For product managers, the key idea is that routing is not just an engineering optimization. It is a product control mechanism.

You are deciding which work should be handled by which “employee” in your AI team.

If you route everything to the most powerful model, you pay more than needed and increase latency. If you route too aggressively to smaller models, you get lower quality on high-stakes tasks. Good routing balances cost, speed, and trust.

There are usually three routing patterns:

  • Rules-based routing
    • If intent = FAQ, use Model A
    • If risk = high, use Model B
    • Simple and predictable
  • Classifier-based routing
    • A lightweight model predicts which downstream model should answer
    • Better for messy real-world inputs
  • Policy-based routing
    • Combines business rules, compliance constraints, and confidence thresholds
    • Common in fintech because not every decision can be left to probability

Why It Matters

  • It controls unit economics

    • In fintech, AI costs can spike quickly if every chat turn hits the most expensive model.
    • Routing keeps low-value interactions cheap and reserves premium models for premium work.
  • It improves response quality where it matters

    • Not every user message needs the same level of reasoning.
    • Routing helps you spend compute on fraud disputes, underwriting support, or payment exceptions instead of routine FAQs.
  • It reduces risk exposure

    • High-stakes workflows need stricter handling.
    • Routing lets you enforce stronger models, retrieval checks, or human review when the request touches regulated decisions.
  • It gives product teams more control

    • You can define experience tiers by use case.
    • For example: instant answers for account questions, slower but more accurate flows for claims or lending.

Real Example

Consider a retail bank building an AI agent for customer support.

The agent handles three common requests:

  1. “What’s my card replacement fee?”
  2. “Why was my transfer delayed?”
  3. “Can I qualify for a credit limit increase?”

Without routing, every request might go through one large general-purpose model. That creates unnecessary cost and inconsistent behavior.

With routing:

  • The fee question goes to a small model trained on bank FAQs.
  • The transfer delay issue goes to a mid-tier model plus transaction status lookup.
  • The credit limit question goes to a stronger model with policy retrieval and stricter validation rules.
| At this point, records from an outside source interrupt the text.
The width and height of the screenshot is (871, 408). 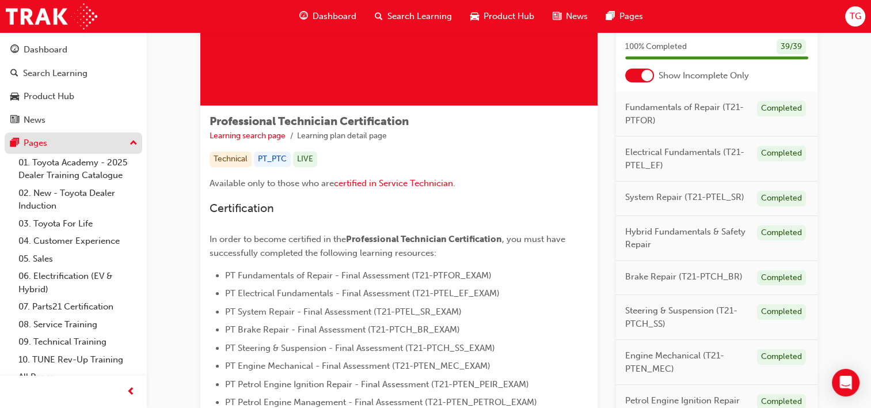 What do you see at coordinates (631, 16) in the screenshot?
I see `span: Pages` at bounding box center [631, 16].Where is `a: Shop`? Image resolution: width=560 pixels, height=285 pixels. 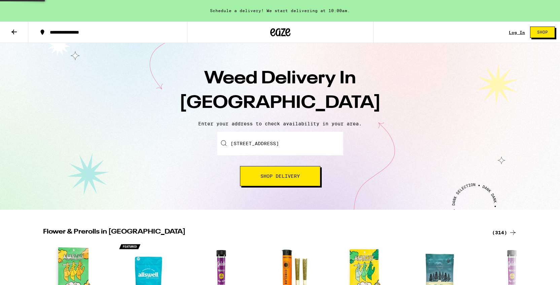
a: Shop is located at coordinates (542, 32).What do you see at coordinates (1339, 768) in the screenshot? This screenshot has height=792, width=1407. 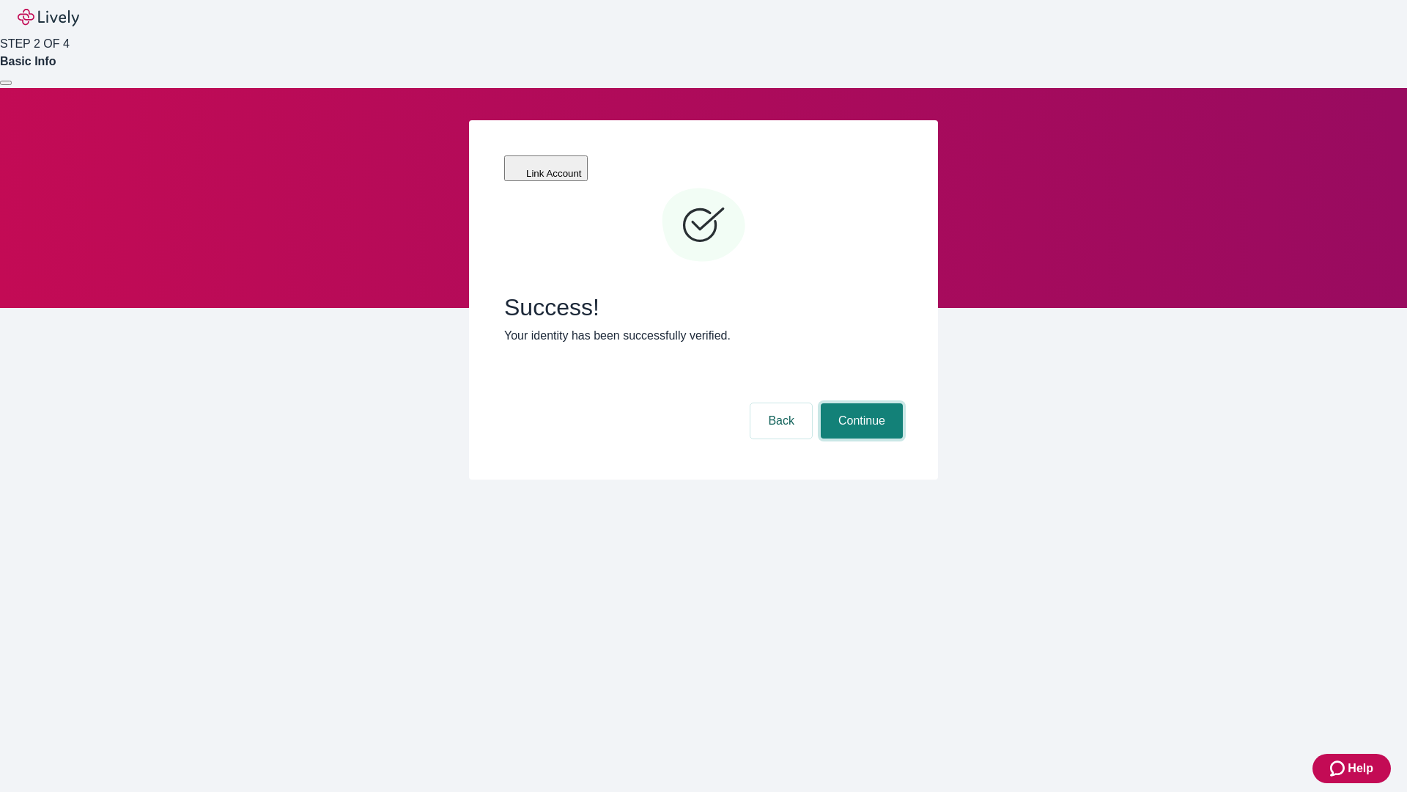 I see `svg: Zendesk support icon` at bounding box center [1339, 768].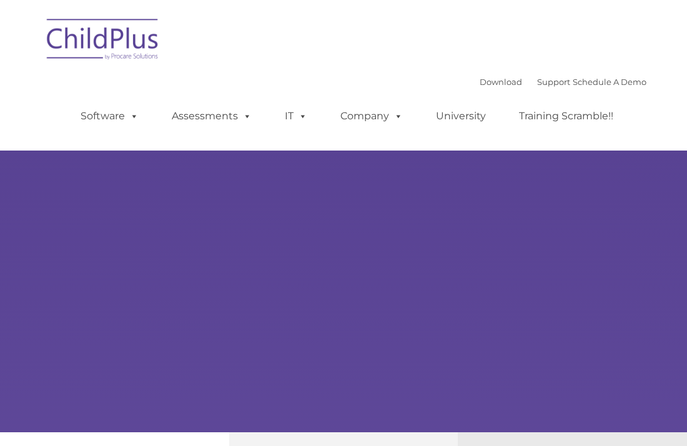 The width and height of the screenshot is (687, 446). I want to click on a: Software, so click(109, 116).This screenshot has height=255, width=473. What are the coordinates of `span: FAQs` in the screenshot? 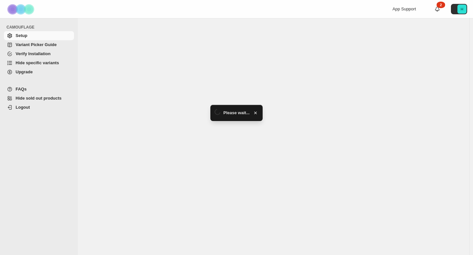 It's located at (21, 89).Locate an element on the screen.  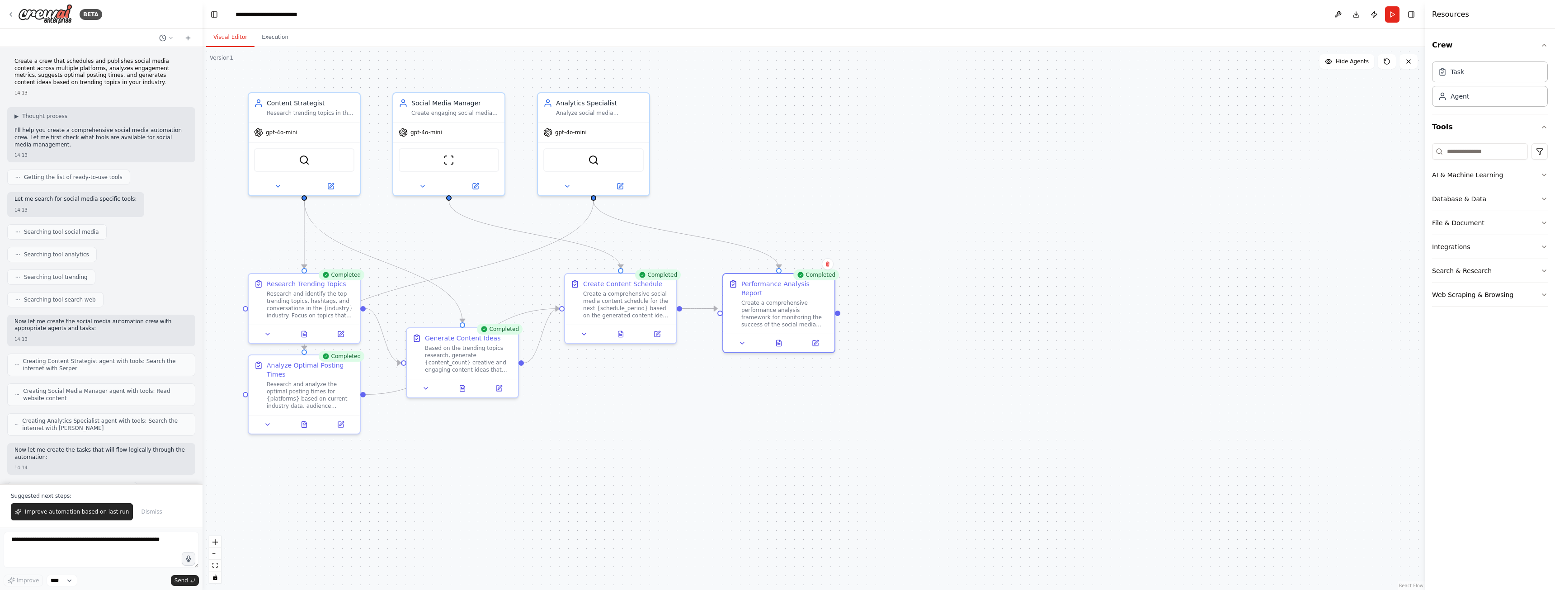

Here is what that might look like in practice:

User message -> Router
               -> Intent classifier
               -> Risk check
               -> Model selection

Low-risk FAQ        -> Small LLM
Operational issue   -> Mid-tier LLM + tools
Credit decision     -> Strong LLM + policy retrieval + audit logging

Why this matters for the product manager:

  • The FAQ path stays fast and cheap.
  • The operational path has enough reasoning to explain delays clearly.
  • The credit-related path gets more scrutiny because it affects customer outcomes and regulatory exposure.

This also gives you cleaner experimentation. You can measure each route separately:

  • Deflection rate for FAQs
  • Resolution time for service issues
  • Escalation rate for credit-related questions
  • Cost per resolved conversation

That is much better than treating all AI traffic as one blob of usage.

Related Concepts

  • Model orchestration

    • The broader system that coordinates multiple models, tools, and workflows.
    • Routing is one piece of orchestration.
  • Guardrails

    • Safety rules that constrain what the agent can say or do.
    • Often applied before or after routing decisions.
  • Fallback logic

    • What happens when the chosen model fails or returns low confidence.
    • Important in production banking flows.
  • Retrieval-Augmented Generation (RAG)

    • Pulling policy or account data into the prompt before generating an answer.
    • Often paired with routing for high-stakes queries.
  • Human-in-the-loop review

    • Escalating certain cases to an employee instead of auto-resolving them.
    • Common for disputes, underwriting exceptions, and compliance-sensitive workflows.

Keep learning

By Cyprian Aarons, AI Consultant at Topiax.